December 28, 2010

Canada's Spy Agency CSEC Comes up from the Basement into new $880m Compound


At a time when most government agencies are cutting and slashing, a little-known spy agency led by a Rhodes Scholar is the envy of Ottawa for its planned billion-dollar headquarters.

A rising force in the national-security apparatus, the Communications Security Establishment Canada (CSEC) is an electronic-eavesdropping agency that gathers intelligence from abroad. Led by 68-year-old military veteran John Adams, the agency keeps its operations quiet, reporting only to Canada’s military and civilian leadership.

For the first time since he took over the agency in 2005, Mr. Adams has discussed CSEC’s mission and future, which includes plans for an $880-million headquarters housing hundreds of mathematicians, engineers and computer scientists by 2015.

News of the planned 72,000 square-metre compound is raising eyebrows around the national capital, given few people outside of government know what CSEC is or what it does.

But “if you were to ask the Canadian Forces if there is anyone that has saved Canadian lives in Afghanistan, they would point to us,” Mr. Adams told The Globe and Mail. He said that well over half of the “actionable intelligence” that soldiers use in Afghanistan comes from his agency.

This work is distinct from that done by a far better known spy agency –the Canadian Security Intelligence Service.

The difference between the two boils down to tradecraft and jurisdiction.

CSIS – Canada’s human-intelligence, or “HumInt” agency – has its people and agents train their actual eyes and ears on security threats inside the country.

CSEC – the “signals-intelligence” or “SigInt” counterpart – relies almost wholly on technology to hear what people are saying abroad (spying on Canadians is illegal). Since being formed in the 1940s, this agency has rarely told anyone the fruits of its findings, save for its two masters – the Department of National Defence and the Privy Council Office.

On paper, the two agencies’ mandates don’t overlap, but in practise their operations are running together more than ever. That’s why the new CSEC complex is being built next to CSIS’ current headquarters – and why architects are planning to install a glass bridge connecting the two.

As envisioned, the seven-building CSEC complex will be the equivalent of a 90-storey skyscraper turned on its side – a highly secure compound outfitted with the latest high-tech gear. Two nearby electrical generating stations will power the agency’s computers, which suck in millions of conversations from around the world each day and scour them for intelligence information.

CSEC’s 1,700 staff and $300-million budget are double what they were a decade ago. Yet the agency’s bricks-and-mortar surroundings have been neglected. Some staff complain that a wall-sized mainframe computer has even fallen through an old floor. The current complex, a scattering of Cold War-era buildings near Carleton University, can no longer suck enough energy off the grid to sustain operations.

“We’ve run out of power,” said Mr. Adams, whose facilities use about as much energy as a small town. “We’ve got 700 people buried in a basement.”

Now the plan is to bring staff out of their subterranean cloisters and into collaborative work spaces, ones where cryptologists and engineers work together in bright rooms surrounded by daylight and foliage.

The plan doesn’t just envision $880-million in construction costs. According to a union representing CSEC employees, there is also a somewhat unique arrangement that will commit Ottawa to spend up to $5-billion more over the next 34 years. These costs are part of a “public-private partnership” – incorporating a complex mix of debt-servicing costs, standard-operating payments and an unusual facilities-management deal with a private consortium.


Keyword search on "color": report each line of the records that contains it.

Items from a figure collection

= = = = =

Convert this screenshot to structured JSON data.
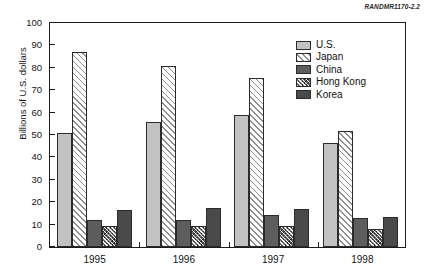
{
  "source_tag": "RANDMR1170-2.2",
  "chart_data": {
    "type": "bar",
    "title": "",
    "subtitle": "",
    "xlabel": "",
    "ylabel": "Billions of U.S. dollars",
    "categories": [
      "1995",
      "1996",
      "1997",
      "1998"
    ],
    "ylim": [
      0,
      100
    ],
    "ytick_labels": [
      "0",
      "10",
      "20",
      "30",
      "40",
      "50",
      "60",
      "70",
      "80",
      "90",
      "100"
    ],
    "ytick_values": [
      0,
      10,
      20,
      30,
      40,
      50,
      60,
      70,
      80,
      90,
      100
    ],
    "grid": false,
    "legend_position": "top-right inside plot",
    "series": [
      {
        "name": "U.S.",
        "values": [
          51.0,
          56.0,
          59.0,
          46.5
        ],
        "pattern": "solid-light-gray",
        "color": "#c2c2c2"
      },
      {
        "name": "Japan",
        "values": [
          87.0,
          81.0,
          75.5,
          52.0
        ],
        "pattern": "diagonal-hatch",
        "color": "#ffffff"
      },
      {
        "name": "China",
        "values": [
          12.0,
          12.0,
          14.5,
          13.0
        ],
        "pattern": "solid-dark-gray",
        "color": "#5d5d5d"
      },
      {
        "name": "Hong Kong",
        "values": [
          9.5,
          9.5,
          9.5,
          8.0
        ],
        "pattern": "dense-crosshatch",
        "color": "#6a6a6a"
      },
      {
        "name": "Korea",
        "values": [
          16.5,
          17.5,
          17.0,
          13.5
        ],
        "pattern": "solid-darkest-gray",
        "color": "#4a4a4a"
      }
    ]
  }
}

= = = = =

Answer to the problem:
        "color": "#c2c2c2"
        "color": "#ffffff"
        "color": "#5d5d5d"
        "color": "#6a6a6a"
        "color": "#4a4a4a"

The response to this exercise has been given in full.